--On Friday, May 29, 2009 02:47:39 PM -0700 Kurt Zeilenga <Kurt.Zeilenga@xxxxxxxxx> wrote:
On May 29, 2009, at 1:49 PM, Jeffrey Hutzelman wrote:--On Friday, May 29, 2009 01:02:53 PM -0700 Kurt Zeilenga <Kurt.Zeilenga@xxxxxxxxx > wrote:What I don't find acceptable is any assumption that applicability of any particular channel binding type is the same for all mechanisms used within a particular application layer protocol. Hence, I want negotiation which allows the server to say which channel binding types it willing to support on a per mechanism basis.Yup, I think we all understand that; we just don't all agree with it, or think it's compelling enough to override the M*N concern. However, the beauty of the current proposal is that it doesn't require us to select a negotiation strategy now; instead it gives us, or application protocol designers, or users, the flexiblity to select from among a variety of strategies.I am a bit concerned that that current proposal might preclude certain negotiation strategies from consideration as they would be difficult to retrofit in. In particular, I am concerned that the current proposal might preclude purely in-the-mechanism-exchange negotiation of channel binding types.
You mean, a strategy in which each mechanism is responsible for managing negotiation of channel binding types, and we don't get to do that negotiation until after we've selected a mechanism?
It does preclude it for GS2/SCRAM, short of modifying the mechanism, but I don't think there's anything we can do about that if we want to finish those mechanisms any time soon. I don't think it precludes it for other mechanisms.
However, I also don't think it matters, because I believe we're all in agreement that multi-level negotation brings nothing but trouble and should be ignored.
While I dislike multiple levels of negotiation, I would rather have multiple levels of negotiation than channel binding type negotiation which is not done on a per mechanism basis.
So, you'd rather pick YAP and then discover that only tls-unique is supported but you can't use a unique binding for your TLS session (and thus authentication fails) than be able to detect this situation in advannce and fall back to SCRAM?
Multi-level negotiation is a bad idea. We know this is true. We have numerous examples of why it is true. I see no reason to go out of our way to allow for it here when we have a variety of negotiation strategies to choose from that are not multi-level, and there is nothing you get from a multi-level strategy that cannot be obtained from the others, aside from a major interoperability headache.
Letting each mechanism decide how to negotiate CB is also a bad idea. It's not up to the mechanism what channel to use, or how to describe it. That's a massive violation of modularity. I've been trying to explain that to you for months now. I've been trying to explain why modularity is important for months now. Apparently I have utterly failed. I cannot understand how you can be so active in the development of SASL and not understand the importance of the concept that is SASL's entire reason for existance.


## WORK REQUEST
Some lines in the material below hold the word "Liability". Copy all of them.

## RECORDS FOR PROCESSING

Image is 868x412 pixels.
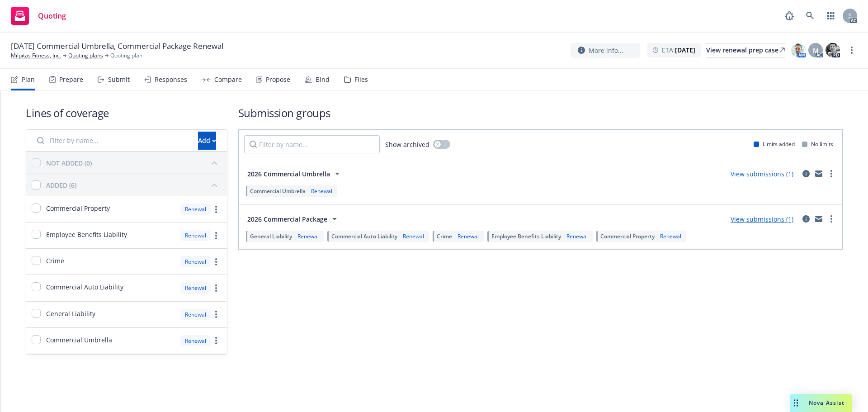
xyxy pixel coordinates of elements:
button: NOT ADDED (0) [46,155,222,170]
div: Renewal [565,232,590,240]
div: Submit [108,76,130,83]
span: Show archived [385,140,429,149]
div: Bind [315,76,330,83]
a: more [846,45,857,56]
img: photo [826,43,840,57]
span: 2026 Commercial Package [247,214,327,224]
a: Search [801,7,819,25]
div: Renewal [401,232,426,240]
div: Renewal [180,309,210,320]
span: Crime [436,232,452,240]
div: Renewal [456,232,480,240]
span: Crime [46,256,64,265]
button: Nova Assist [790,394,852,412]
span: Employee Benefits Liability [491,232,561,240]
input: Filter by name... [244,135,380,153]
div: Limits added [754,140,795,148]
a: more [210,230,222,241]
a: View renewal prep case [706,43,785,57]
span: Nova Assist [809,399,845,406]
div: Plan [22,76,35,83]
div: Renewal [309,187,334,195]
h1: Lines of coverage [26,105,228,120]
button: More info... [570,43,640,58]
h1: Submission groups [238,105,843,120]
div: NOT ADDED (0) [46,158,92,168]
div: Add [198,132,216,149]
span: Quoting [38,12,66,19]
a: View submissions (1) [731,169,794,178]
span: Commercial Property [600,232,655,240]
a: Switch app [822,7,840,25]
div: Prepare [59,76,83,83]
button: 2026 Commercial Umbrella [244,164,346,183]
span: Quoting plan [111,52,142,59]
div: Renewal [180,203,210,215]
a: Report a Bug [780,7,799,25]
a: circleInformation [801,168,811,179]
a: View submissions (1) [731,215,794,223]
div: Renewal [180,282,210,293]
span: General Liability [250,232,292,240]
span: General Liability [46,309,96,318]
a: more [826,168,837,179]
span: Employee Benefits Liability [46,230,127,239]
strong: [DATE] [675,46,695,54]
div: Renewal [180,230,210,241]
span: Commercial Property [46,203,110,213]
span: ETA : [662,45,695,55]
div: Renewal [180,335,210,346]
a: Quoting [7,3,69,28]
div: Files [354,76,368,83]
a: Quoting plans [68,52,103,59]
span: Commercial Umbrella [46,335,112,344]
div: Renewal [180,256,210,267]
div: Drag to move [790,394,801,412]
a: more [210,309,222,320]
div: ADDED (6) [46,180,77,190]
button: 2026 Commercial Package [244,210,343,228]
div: No limits [802,140,833,148]
a: more [210,335,222,346]
a: Milpitas Fitness, Inc. [11,52,61,59]
span: 2026 Commercial Umbrella [247,169,330,179]
a: more [210,257,222,267]
div: Compare [214,76,242,83]
span: Commercial Auto Liability [332,232,398,240]
div: Renewal [295,232,320,240]
div: Renewal [658,232,683,240]
span: More info... [589,46,624,55]
a: circleInformation [801,213,811,224]
button: ADDED (6) [46,178,222,192]
a: more [826,213,837,224]
a: more [210,283,222,293]
div: Responses [154,76,187,83]
input: Filter by name... [32,132,193,149]
div: Propose [266,76,290,83]
span: Commercial Umbrella [250,187,305,195]
a: mail [814,168,824,179]
img: photo [791,43,806,57]
div: View renewal prep case [706,43,785,57]
span: [DATE] Commercial Umbrella, Commercial Package Renewal [11,41,223,52]
a: more [210,204,222,215]
span: Commercial Auto Liability [46,282,123,292]
a: mail [814,213,824,224]
button: Add [198,132,216,149]
span: M [813,46,819,55]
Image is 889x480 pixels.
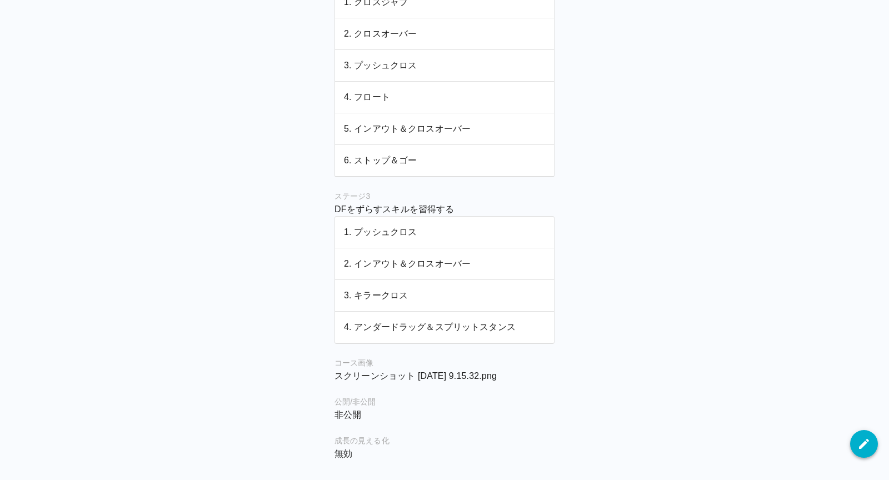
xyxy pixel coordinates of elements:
[334,357,554,369] h6: コース画像
[334,447,554,460] p: 無効
[344,122,545,136] p: 5. インアウト＆クロスオーバー
[344,289,545,302] p: 3. キラークロス
[344,257,545,270] p: 2. インアウト＆クロスオーバー
[334,435,554,447] h6: 成長の見える化
[334,190,554,203] h6: ステージ 3
[344,225,545,239] p: 1. プッシュクロス
[344,154,545,167] p: 6. ストップ＆ゴー
[344,27,545,41] p: 2. クロスオーバー
[344,59,545,72] p: 3. プッシュクロス
[344,320,545,334] p: 4. アンダードラッグ＆スプリットスタンス
[344,91,545,104] p: 4. フロート
[334,203,554,216] p: DFをずらすスキルを習得する
[334,369,554,383] p: スクリーンショット [DATE] 9.15.32.png
[334,408,554,422] p: 非公開
[334,396,554,408] h6: 公開/非公開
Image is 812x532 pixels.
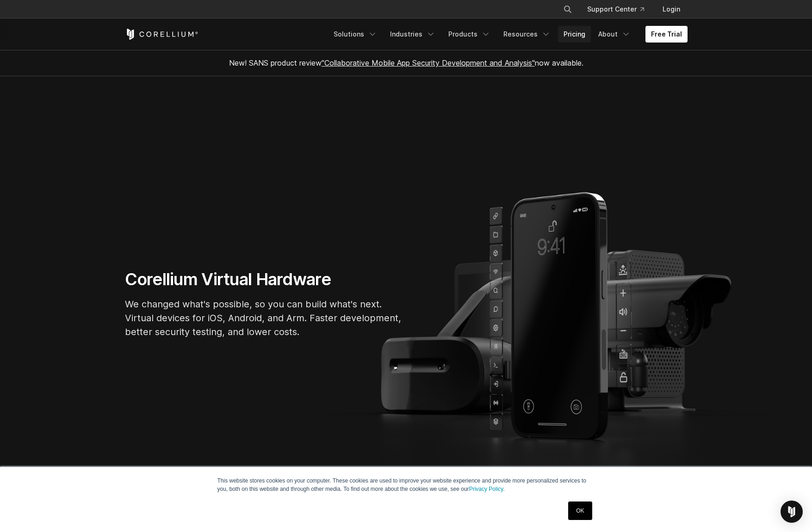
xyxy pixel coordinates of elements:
[645,26,688,43] a: Free Trial
[125,297,403,339] p: We changed what's possible, so you can build what's next. Virtual devices for iOS, Android, and A...
[443,26,496,43] a: Products
[328,26,383,43] a: Solutions
[655,1,688,17] a: Login
[322,58,535,67] a: "Collaborative Mobile App Security Development and Analysis"
[385,26,441,43] a: Industries
[579,1,651,17] a: Support Center
[125,269,403,290] h1: Corellium Virtual Hardware
[552,1,688,17] div: Navigation Menu
[559,1,576,17] button: Search
[469,486,505,492] a: Privacy Policy.
[780,500,803,523] div: Open Intercom Messenger
[218,476,595,493] p: This website stores cookies on your computer. These cookies are used to improve your website expe...
[592,26,636,43] a: About
[558,26,591,43] a: Pricing
[125,28,199,40] a: Corellium Home
[498,26,556,43] a: Resources
[328,26,688,43] div: Navigation Menu
[229,58,583,67] span: New! SANS product review now available.
[568,502,592,520] a: OK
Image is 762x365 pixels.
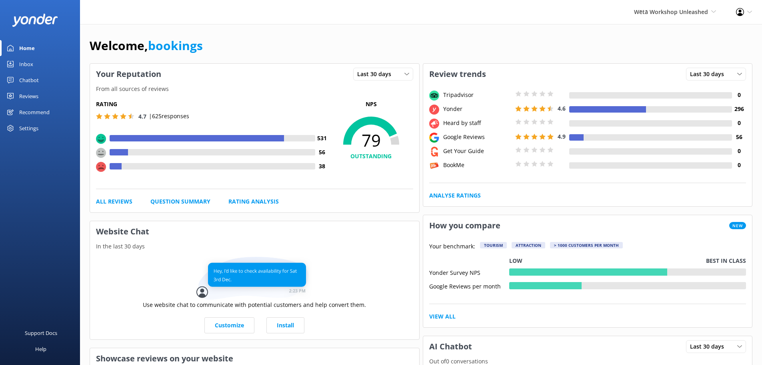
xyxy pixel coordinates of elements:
[510,256,523,265] p: Low
[96,197,132,206] a: All Reviews
[357,70,396,78] span: Last 30 days
[441,146,514,155] div: Get Your Guide
[149,112,189,120] p: | 625 responses
[634,8,708,16] span: Wētā Workshop Unleashed
[732,146,746,155] h4: 0
[429,242,476,251] p: Your benchmark:
[429,268,510,275] div: Yonder Survey NPS
[732,104,746,113] h4: 296
[90,242,419,251] p: In the last 30 days
[12,14,58,27] img: yonder-white-logo.png
[441,104,514,113] div: Yonder
[423,336,478,357] h3: AI Chatbot
[429,312,456,321] a: View All
[429,191,481,200] a: Analyse Ratings
[329,130,413,150] span: 79
[138,112,146,120] span: 4.7
[441,161,514,169] div: BookMe
[423,64,492,84] h3: Review trends
[480,242,507,248] div: Tourism
[558,104,566,112] span: 4.6
[512,242,546,248] div: Attraction
[35,341,46,357] div: Help
[329,100,413,108] p: NPS
[90,36,203,55] h1: Welcome,
[19,104,50,120] div: Recommend
[267,317,305,333] a: Install
[441,132,514,141] div: Google Reviews
[205,317,255,333] a: Customize
[550,242,623,248] div: > 1000 customers per month
[19,72,39,88] div: Chatbot
[90,64,167,84] h3: Your Reputation
[329,152,413,161] h4: OUTSTANDING
[315,162,329,171] h4: 38
[90,84,419,93] p: From all sources of reviews
[150,197,211,206] a: Question Summary
[732,118,746,127] h4: 0
[315,134,329,142] h4: 531
[558,132,566,140] span: 4.9
[732,132,746,141] h4: 56
[690,342,729,351] span: Last 30 days
[229,197,279,206] a: Rating Analysis
[90,221,419,242] h3: Website Chat
[730,222,746,229] span: New
[690,70,729,78] span: Last 30 days
[148,37,203,54] a: bookings
[423,215,507,236] h3: How you compare
[732,90,746,99] h4: 0
[197,257,313,300] img: conversation...
[143,300,366,309] p: Use website chat to communicate with potential customers and help convert them.
[19,56,33,72] div: Inbox
[19,88,38,104] div: Reviews
[19,40,35,56] div: Home
[429,282,510,289] div: Google Reviews per month
[706,256,746,265] p: Best in class
[315,148,329,157] h4: 56
[732,161,746,169] h4: 0
[19,120,38,136] div: Settings
[441,90,514,99] div: Tripadvisor
[25,325,57,341] div: Support Docs
[96,100,329,108] h5: Rating
[441,118,514,127] div: Heard by staff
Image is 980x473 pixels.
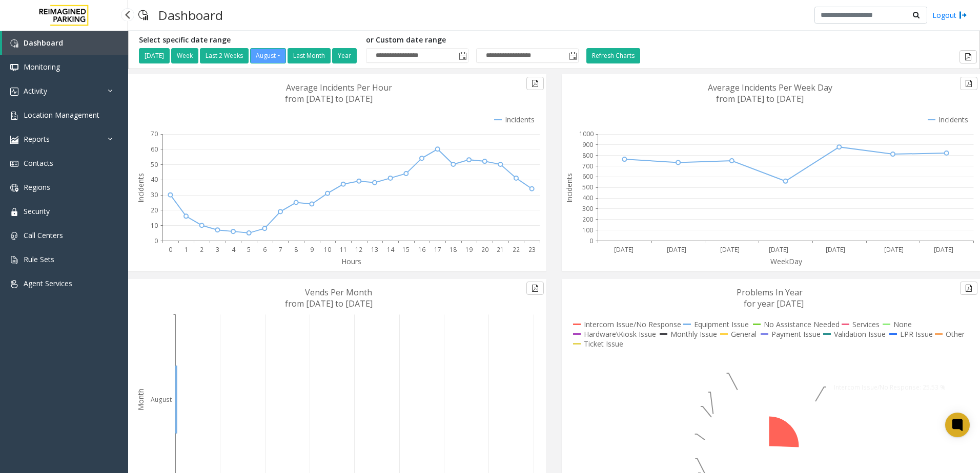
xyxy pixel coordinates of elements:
[136,389,145,411] text: Month
[769,245,788,254] text: [DATE]
[10,64,19,72] img: 'icon'
[10,232,19,240] img: 'icon'
[150,190,157,199] text: 30
[10,281,19,288] img: 'icon'
[150,175,157,184] text: 40
[310,245,314,254] text: 9
[250,48,286,64] button: August
[834,383,946,392] text: Intercom Issue/No Response: 25.53 %
[481,245,488,254] text: 20
[24,110,100,120] span: Location Management
[497,245,504,254] text: 21
[153,3,228,28] h3: Dashboard
[341,257,362,266] text: Hours
[582,194,593,203] text: 400
[526,77,543,90] button: Export to pdf
[366,36,578,44] h5: or Custom date range
[825,245,845,254] text: [DATE]
[150,206,157,215] text: 20
[582,226,593,235] text: 100
[582,140,593,149] text: 900
[150,145,157,154] text: 60
[959,10,967,21] img: logout
[200,48,248,64] button: Last 2 Weeks
[567,49,578,63] span: Toggle popup
[526,282,543,295] button: Export to pdf
[933,245,953,254] text: [DATE]
[564,173,574,203] text: Incidents
[168,245,172,254] text: 0
[744,298,803,309] text: for year [DATE]
[960,282,977,295] button: Export to pdf
[457,49,467,63] span: Toggle popup
[884,245,903,254] text: [DATE]
[2,31,128,55] a: Dashboard
[286,82,392,93] text: Average Incidents Per Hour
[185,245,188,254] text: 1
[24,255,54,264] span: Rule Sets
[579,130,593,138] text: 1000
[707,82,832,93] text: Average Incidents Per Week Day
[450,245,457,254] text: 18
[10,184,19,192] img: 'icon'
[150,160,157,169] text: 50
[582,172,593,181] text: 600
[932,10,967,21] a: Logout
[371,245,378,254] text: 13
[402,245,409,254] text: 15
[959,50,976,64] button: Export to pdf
[139,48,170,64] button: [DATE]
[355,245,362,254] text: 12
[387,245,394,254] text: 14
[10,136,19,144] img: 'icon'
[171,48,198,64] button: Week
[613,245,634,254] text: [DATE]
[332,48,356,64] button: Year
[150,221,157,230] text: 10
[154,237,157,245] text: 0
[513,245,520,254] text: 22
[465,245,472,254] text: 19
[24,206,49,216] span: Security
[139,36,358,44] h5: Select specific date range
[263,245,266,254] text: 6
[305,287,372,298] text: Vends Per Month
[215,245,219,254] text: 3
[528,245,535,254] text: 23
[24,278,72,288] span: Agent Services
[737,287,802,298] text: Problems In Year
[232,245,236,254] text: 4
[582,215,593,224] text: 200
[247,245,251,254] text: 5
[150,396,172,404] text: August
[418,245,425,254] text: 16
[278,245,282,254] text: 7
[434,245,441,254] text: 17
[24,182,50,192] span: Regions
[288,48,331,64] button: Last Month
[150,130,157,138] text: 70
[324,245,331,254] text: 10
[720,245,739,254] text: [DATE]
[10,112,19,120] img: 'icon'
[24,230,63,240] span: Call Centers
[10,208,19,216] img: 'icon'
[200,245,203,254] text: 2
[24,62,60,72] span: Monitoring
[582,151,593,160] text: 800
[24,86,47,96] span: Activity
[589,237,593,245] text: 0
[716,93,803,104] text: from [DATE] to [DATE]
[582,183,593,192] text: 500
[24,135,49,144] span: Reports
[10,87,19,96] img: 'icon'
[285,298,372,309] text: from [DATE] to [DATE]
[24,38,63,48] span: Dashboard
[340,245,347,254] text: 11
[24,158,53,168] span: Contacts
[10,39,19,48] img: 'icon'
[294,245,298,254] text: 8
[136,173,145,203] text: Incidents
[770,257,802,266] text: WeekDay
[582,162,593,170] text: 700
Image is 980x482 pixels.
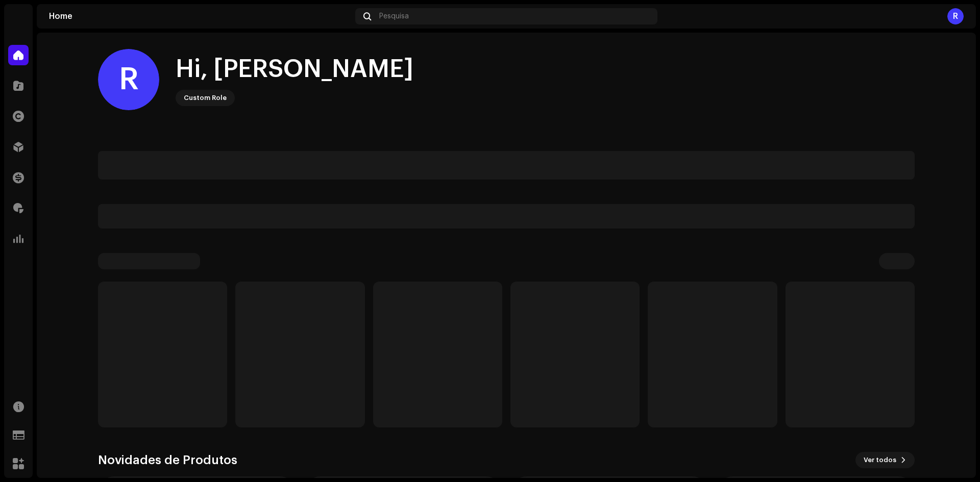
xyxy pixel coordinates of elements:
[49,12,351,20] div: Home
[856,452,915,468] button: Ver todos
[947,8,964,25] div: R
[98,452,238,468] h3: Novidades de Produtos
[176,53,413,85] div: Hi, [PERSON_NAME]
[379,12,409,20] span: Pesquisa
[184,92,227,104] div: Custom Role
[98,49,159,110] div: R
[864,450,896,470] span: Ver todos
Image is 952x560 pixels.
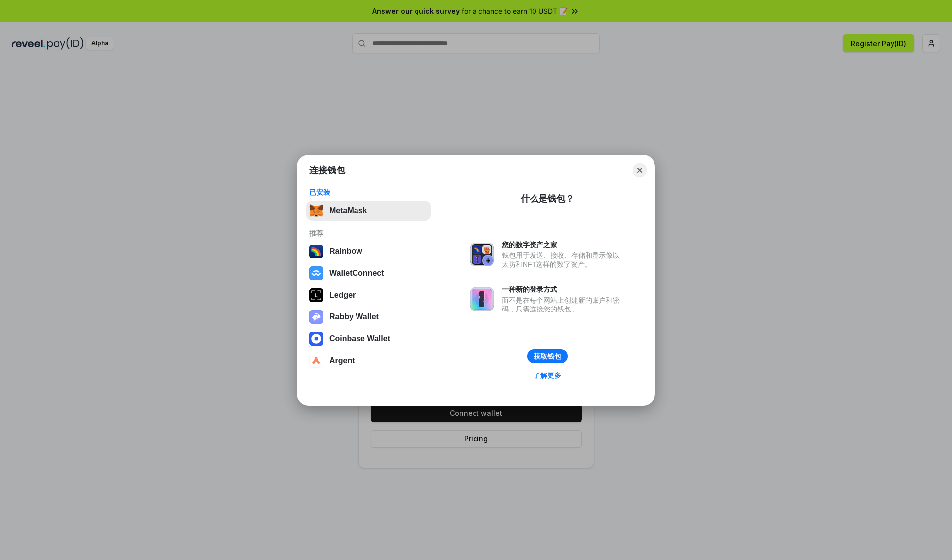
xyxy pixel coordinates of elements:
[310,266,323,280] img: svg+xml,%3Csvg%20width%3D%2228%22%20height%3D%2228%22%20viewBox%3D%220%200%2028%2028%22%20fill%3D...
[502,285,625,294] div: 一种新的登录方式
[306,329,431,349] button: Coinbase Wallet
[533,371,561,379] div: 了解更多
[310,245,323,258] img: svg+xml,%3Csvg%20width%3D%22120%22%20height%3D%22120%22%20viewBox%3D%220%200%20120%20120%22%20fil...
[533,351,561,360] div: 获取钱包
[306,263,431,283] button: WalletConnect
[470,287,493,310] img: svg+xml,%3Csvg%20xmlns%3D%22http%3A%2F%2Fwww.w3.org%2F2000%2Fsvg%22%20fill%3D%22none%22%20viewBox...
[310,229,428,237] div: 推荐
[330,206,367,216] div: MetaMask
[330,247,362,255] div: Rainbow
[330,334,390,343] div: Coinbase Wallet
[502,250,625,269] div: 钱包用于发送、接收、存储和显示像以太坊和NFT这样的数字资产。
[330,290,355,300] div: Ledger
[330,269,384,278] div: WalletConnect
[310,310,323,324] img: svg+xml,%3Csvg%20xmlns%3D%22http%3A%2F%2Fwww.w3.org%2F2000%2Fsvg%22%20fill%3D%22none%22%20viewBox...
[528,369,567,382] a: 了解更多
[470,242,493,266] img: svg+xml,%3Csvg%20xmlns%3D%22http%3A%2F%2Fwww.w3.org%2F2000%2Fsvg%22%20fill%3D%22none%22%20viewBox...
[310,354,323,367] img: svg+xml,%3Csvg%20width%3D%2228%22%20height%3D%2228%22%20viewBox%3D%220%200%2028%2028%22%20fill%3D...
[306,307,431,327] button: Rabby Wallet
[502,295,625,313] div: 而不是在每个网站上创建新的账户和密码，只需连接您的钱包。
[306,201,431,221] button: MetaMask
[520,193,574,205] div: 什么是钱包？
[502,240,625,249] div: 您的数字资产之家
[310,164,345,176] h1: 连接钱包
[310,288,323,302] img: svg+xml,%3Csvg%20xmlns%3D%22http%3A%2F%2Fwww.w3.org%2F2000%2Fsvg%22%20width%3D%2228%22%20height%3...
[306,285,431,305] button: Ledger
[306,241,431,261] button: Rainbow
[330,356,355,364] div: Argent
[310,204,323,218] img: svg+xml,%3Csvg%20fill%3D%22none%22%20height%3D%2233%22%20viewBox%3D%220%200%2035%2033%22%20width%...
[632,163,647,177] button: Close
[330,312,379,321] div: Rabby Wallet
[310,332,323,345] img: svg+xml,%3Csvg%20width%3D%2228%22%20height%3D%2228%22%20viewBox%3D%220%200%2028%2028%22%20fill%3D...
[306,350,431,370] button: Argent
[527,349,568,363] button: 获取钱包
[310,188,428,196] div: 已安装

## WRITTEN REPLY
span: Employee Benefits Liability [491,232,561,240]
span: General Liability [250,232,292,240]
span: General Liability [46,309,96,318]
span: Employee Benefits Liability [46,230,127,239]
span: Commercial Auto Liability [332,232,398,240]
span: Commercial Auto Liability [46,282,123,292]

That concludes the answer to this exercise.